Who Owns Your Digital Waste

Who Owns Your Digital Waste By Dr Riaan Steenberg Every digital action leaves residue. Searches, clicks, unsubscribes, locations, abandoned forms, old…

Discarded data streams sorted into value, risk, and accountability zones.

By Dr Riaan Steenberg

Every digital action leaves residue. Searches, clicks, unsubscribes, locations, abandoned forms, old profiles, device identifiers, and behavioural traces become part of a shadow economy of information.

Waste Is the Wrong Word

We call it waste because it feels incidental. The user has moved on. The transaction is finished. The account is closed. But the residue may remain valuable to someone else.

Digital waste can reveal intention, habit, vulnerability, preference, and timing. That makes it commercially and socially significant.

Ownership Is Blurred

The person created the trace, the platform captured it, the vendor processed it, and third parties may infer new value from it. Ownership becomes difficult because the data is relational.

This is why consent forms alone are not enough. People rarely understand the future uses of the residue they leave behind.

A Better Standard

The better standard is stewardship. Organisations should treat digital residue as something requiring care, minimisation, expiry, transparency, and accountability.

If a company benefits from people's traces, it should also carry duties toward those people.

The question 'who owns your digital waste?' is really a question about power. In a digital society, invisible residue must not become an ungoverned asset class.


WORK ITEM
Needed from the data below: all lines that contain the word "origin".
*** EXCERPTED RECORDS ***
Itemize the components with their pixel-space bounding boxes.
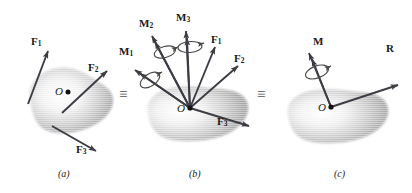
panel-c-origin-dot — [328, 104, 333, 109]
vector-label-F1-b: F1 — [211, 33, 221, 46]
panel-caption-c: (c) — [334, 168, 345, 179]
panel-b-origin-dot — [187, 105, 192, 110]
vector-label-M-c: M — [313, 35, 323, 48]
equivalence-sign-b-c: ≡ — [257, 86, 265, 103]
vector-label-M3-b: M3 — [176, 11, 190, 24]
origin-label-b: O — [177, 102, 185, 114]
vector-label-F3-a: F3 — [76, 143, 86, 156]
vector-label-M2-b: M2 — [139, 17, 153, 30]
vector-label-R-c: R — [386, 42, 394, 55]
vector-label-F2-a: F2 — [88, 61, 98, 74]
origin-label-a: O — [55, 85, 63, 97]
vector-label-F3-b: F3 — [217, 115, 227, 128]
panel-caption-b: (b) — [189, 168, 201, 179]
figure-canvas: ≡ ≡ F1 F2 F3 O (a) M1 M2 M3 F1 F2 F3 O (… — [0, 0, 412, 193]
origin-label-c: O — [318, 101, 326, 113]
panel-a-origin-dot — [66, 90, 71, 95]
equivalence-sign-a-b: ≡ — [119, 86, 127, 103]
vector-label-F1-a: F1 — [31, 35, 41, 48]
panel-caption-a: (a) — [58, 168, 70, 179]
panel-c-body — [288, 89, 388, 143]
vector-label-M1-b: M1 — [119, 45, 133, 58]
moment-M3-spiral — [178, 41, 203, 54]
vector-label-F2-b: F2 — [234, 52, 244, 65]
panel-b-body — [148, 86, 248, 141]
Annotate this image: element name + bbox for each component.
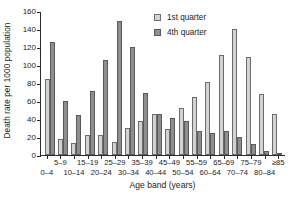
y-axis-tick-mark bbox=[37, 66, 41, 67]
y-axis-tick-label: 40 bbox=[27, 116, 36, 124]
bar bbox=[259, 94, 264, 155]
y-axis-tick-label: 0 bbox=[32, 152, 36, 160]
light-gray-swatch-icon bbox=[154, 14, 161, 21]
x-axis-tick-label: 50–54 bbox=[172, 168, 193, 177]
bar bbox=[76, 115, 81, 156]
y-axis-tick-label: 140 bbox=[23, 26, 36, 34]
legend-label-1st-quarter: 1st quarter bbox=[167, 13, 206, 22]
bar-group bbox=[217, 12, 230, 155]
bar-group bbox=[70, 12, 83, 155]
y-axis-tick-mark bbox=[37, 120, 41, 121]
x-axis-tick-label: 20–24 bbox=[91, 168, 112, 177]
bar bbox=[184, 121, 189, 155]
x-axis-tick-label: 45–49 bbox=[159, 158, 180, 167]
chart-legend: 1st quarter 4th quarter bbox=[154, 13, 207, 43]
bar-group bbox=[244, 12, 257, 155]
x-axis-tick-label: 5–9 bbox=[54, 158, 67, 167]
x-axis-title: Age band (years) bbox=[40, 180, 285, 190]
x-axis-tick-label: 75–79 bbox=[240, 158, 261, 167]
bar bbox=[264, 151, 269, 156]
x-axis-tick-label: 30–34 bbox=[118, 168, 139, 177]
bar-group bbox=[271, 12, 284, 155]
y-axis-tick-mark bbox=[37, 84, 41, 85]
y-axis-tick-mark bbox=[37, 12, 41, 13]
bar bbox=[50, 42, 55, 155]
bar-group bbox=[123, 12, 136, 155]
x-axis-tick-label: 60–64 bbox=[200, 168, 221, 177]
bar bbox=[272, 114, 277, 155]
bar-group bbox=[257, 12, 270, 155]
bar bbox=[63, 101, 68, 155]
x-axis-tick-label: 15–19 bbox=[77, 158, 98, 167]
bar-group bbox=[83, 12, 96, 155]
x-axis-tick-label: 80–84 bbox=[254, 168, 275, 177]
y-axis-tick-label: 100 bbox=[23, 62, 36, 70]
y-axis-tick-mark bbox=[37, 102, 41, 103]
y-axis-title-text: Death rate per 1000 population bbox=[4, 22, 13, 138]
bar bbox=[251, 144, 256, 155]
y-axis-tick-label: 20 bbox=[27, 134, 36, 142]
bar-group bbox=[97, 12, 110, 155]
bar bbox=[130, 47, 135, 155]
bar bbox=[157, 114, 162, 155]
x-axis-tick-label: 65–69 bbox=[213, 158, 234, 167]
x-axis-tick-label: 55–59 bbox=[186, 158, 207, 167]
x-axis-tick-label: 10–14 bbox=[63, 168, 84, 177]
dark-gray-swatch-icon bbox=[154, 29, 161, 36]
bar bbox=[117, 21, 122, 155]
x-axis-tick-labels-lower-row: 0–410–1420–2430–3440–4450–5460–6470–7480… bbox=[40, 168, 285, 179]
bar bbox=[170, 118, 175, 155]
y-axis-tick-label: 80 bbox=[27, 80, 36, 88]
legend-item-4th-quarter: 4th quarter bbox=[154, 28, 207, 37]
x-axis-tick-label: 70–74 bbox=[227, 168, 248, 177]
legend-label-4th-quarter: 4th quarter bbox=[167, 28, 207, 37]
x-axis-tick-label: 25–29 bbox=[104, 158, 125, 167]
y-axis-tick-label: 160 bbox=[23, 8, 36, 16]
bar-group bbox=[56, 12, 69, 155]
bar bbox=[277, 153, 282, 155]
x-axis-tick-label: 40–44 bbox=[145, 168, 166, 177]
bar bbox=[224, 131, 229, 155]
y-axis-tick-labels: 020406080100120140160 bbox=[14, 12, 38, 156]
x-axis-tick-label: ≥85 bbox=[272, 158, 285, 167]
x-axis-tick-label: 0–4 bbox=[40, 168, 53, 177]
bar bbox=[197, 131, 202, 155]
bar-group bbox=[43, 12, 56, 155]
bar bbox=[90, 91, 95, 155]
y-axis-tick-label: 120 bbox=[23, 44, 36, 52]
y-axis-tick-mark bbox=[37, 30, 41, 31]
y-axis-tick-label: 60 bbox=[27, 98, 36, 106]
bar-group bbox=[137, 12, 150, 155]
bar bbox=[237, 137, 242, 155]
bar-group bbox=[230, 12, 243, 155]
bar-chart-figure: Death rate per 1000 population 020406080… bbox=[0, 0, 293, 199]
bar bbox=[143, 93, 148, 155]
y-axis-tick-mark bbox=[37, 138, 41, 139]
bar-group bbox=[110, 12, 123, 155]
legend-item-1st-quarter: 1st quarter bbox=[154, 13, 207, 22]
bar bbox=[103, 60, 108, 155]
x-axis-tick-label: 35–39 bbox=[132, 158, 153, 167]
y-axis-tick-mark bbox=[37, 48, 41, 49]
bar bbox=[246, 57, 251, 155]
bar bbox=[210, 133, 215, 155]
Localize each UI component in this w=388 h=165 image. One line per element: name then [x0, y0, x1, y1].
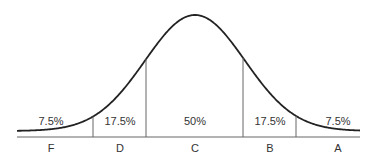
percent-label-f: 7.5% — [38, 115, 63, 127]
percent-label-a: 7.5% — [325, 115, 350, 127]
grade-label-f: F — [48, 142, 55, 154]
bell-curve — [17, 15, 360, 131]
grade-label-a: A — [334, 142, 342, 154]
percent-label-b: 17.5% — [254, 115, 285, 127]
grade-label-b: B — [266, 142, 273, 154]
grade-label-c: C — [191, 142, 199, 154]
percent-label-d: 17.5% — [104, 115, 135, 127]
normal-distribution-chart: 7.5% 17.5% 50% 17.5% 7.5% F D C B A — [0, 0, 388, 165]
percent-label-c: 50% — [184, 115, 206, 127]
grade-label-d: D — [116, 142, 124, 154]
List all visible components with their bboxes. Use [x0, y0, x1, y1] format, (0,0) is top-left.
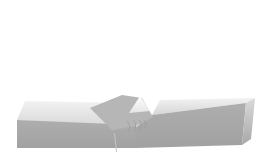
workpiece-right-plate — [136, 98, 255, 148]
fsw-schematic-figure — [0, 0, 268, 157]
figure-canvas — [0, 0, 268, 157]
*** End of EXCERPTED RECORDS ***
ANSWER SECTION
panel-c-origin-dot — [328, 104, 333, 109]
panel-b-origin-dot — [187, 105, 192, 110]
origin-label-b: O — [177, 102, 185, 114]
origin-label-a: O — [55, 85, 63, 97]
origin-label-c: O — [318, 101, 326, 113]
panel-a-origin-dot — [66, 90, 71, 95]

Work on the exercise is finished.